The general approach to this would be:

That said, we want to strongly discourage complex objects unless they are a class in their own right. They may be syntactically valid, but they're not a good pattern.

In fact, the above is not recognised by phpDocumentor in any case. See the attached screenshot.

complexObjectDoc

In any case, I feel that the above should be discussed in your issue, not here.

james-cnz commented 8 months ago

I'm inclined to disagree because each tag can be used differently and can have different rules applied. For example:

From a type checking perspective, these are all basically of the form: tag, type, maybe var, and little else of interest, with a couple of wrinkles. The type checker needn't care whether there's comments before or after, or anything. After I've extracted the contents of the comment, I do the rest in one function parseTypeAndVar with a parameter $getwhat indicating what needs to be fetched. It's 95 lines including blank lines and comments. If it were seperate functions for each variation, I think it would probably be quite a bit longer, and the copy-paste detector would complain.

Regarding param-read & param-write, I guess you mean property, property-read, and property-write. Bother, I'd completely forgotten about those.

The third is that they want to fix things gradually. It's challenging to review large groups of automatic fixes.

As I said, again, in this case, I can imagine people wanting to enable or disable type checks on a file or directory basis, for different parts of a project, but not on a per-construct basis. Ideally, code is separated into files because it's a cohesive unit. To figure out what the types should be, I think someone's likely to be focusing primarily on the code in a file at a time, to figure out what parameters it can accept, what it could return, and what it's going to store in and expect to retrieve from variables. I don't think they're likely to want to, e.g., look at a file and figure out the param and return types, then go away and look at param and return types in other files, then come back again later for var types.

stronk7 commented 8 months ago

This is compliant with both psalm and phpdoc.

Aside from everything else... since when are those generics compliant with PHPDoc? I remember something similar was in the PHPDoc (like 8 years ago), but it's not, anymore, in current version.

Ciao :-)

andrewnicols commented 8 months ago

Aside from everything else... since when are those generics compliant with PHPDoc? I remember something similar was in the PHPDoc (like 8 years ago), but it's not, anymore, in current version.

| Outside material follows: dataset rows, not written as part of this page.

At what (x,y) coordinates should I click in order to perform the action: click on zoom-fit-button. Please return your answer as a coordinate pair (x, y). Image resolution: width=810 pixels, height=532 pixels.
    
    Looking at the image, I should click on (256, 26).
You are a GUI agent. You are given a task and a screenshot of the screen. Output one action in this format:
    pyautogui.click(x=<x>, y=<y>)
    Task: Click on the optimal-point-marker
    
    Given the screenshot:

Damnit... I could have sworn I'd found it in the phpdoc documentation, but now I can't find it.

I did check that it worked though, for example the following content:

    public function __construct(
        /** @var array<string, string> Examples of how it is done */
        public readonly array $examples,

        /** @var array<string, int> */
        public readonly array $names,

        /** @var array<int, Example> */
        public readonly array $foods,
    ) {}

Generates the following docs:

Screenshot 2024-03-19 at 21 34 00

It looks like it happened in this commit where they switched to phpstan/phpdoc-parser for type parsing, which brought with it the same support for generics as phpstan.

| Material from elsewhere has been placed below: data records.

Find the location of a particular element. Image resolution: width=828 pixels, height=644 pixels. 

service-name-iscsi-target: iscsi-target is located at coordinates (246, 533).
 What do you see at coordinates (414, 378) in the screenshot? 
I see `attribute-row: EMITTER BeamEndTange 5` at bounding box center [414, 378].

andrewnicols commented 8 months ago

Okay, I've removed the generics support and I think I've addressed all other comments.

andrewnicols commented 8 months ago

Rebased.

stronk7 commented 8 months ago

I like current approach in this PR, avoiding to make any type / matching check and, instead, just verify that the the @var tags are well-formed, and provide the fixing of some long => short types.

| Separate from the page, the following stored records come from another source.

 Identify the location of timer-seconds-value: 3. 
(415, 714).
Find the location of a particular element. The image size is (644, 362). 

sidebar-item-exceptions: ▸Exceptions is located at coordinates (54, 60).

I think that we can implement the type checks apart, maybe looking to @james-cnz stuff (I've not yet), let's see. But better keep this Sniff away from any type check between the phpdoc and the php code.

The only two points that, maybe, could be missing in this PR, that I can imagine are:

  1. Maybe it would make sense to also have null in the types, so they can be lowercased and things like that? It's valid phpdoc type, so far.
  2. The other case that I think that is not covered and it looks like it could be easy to implement, are the fixes when the type is a phpdoc union, I mean, things like boolean|INTEGER => boo|int and similar ones.
  3. This is a question, does phpdoc allow intersection (&) nomenclature too? If so, the above should apply also to them.

In any case, as said, I'd propose to create another issue for those cases, they are not critical for this PR that perfectly implements what we are trying to replace (from moodle-local_moodlecheck) and more.

So, all right, IMO.

Ciao :-)

stronk7 commented 8 months ago

Answering to myself about point 3. above, it seems that phpdoc (the current proposal) does support intersection types:

https://github.com/php-fig/fig-standards/blob/master/proposed/phpdoc.md#details

So, all the comments above about union types do also apply to intersection ones (maybe also to (A|B)&C combos, I'd infer.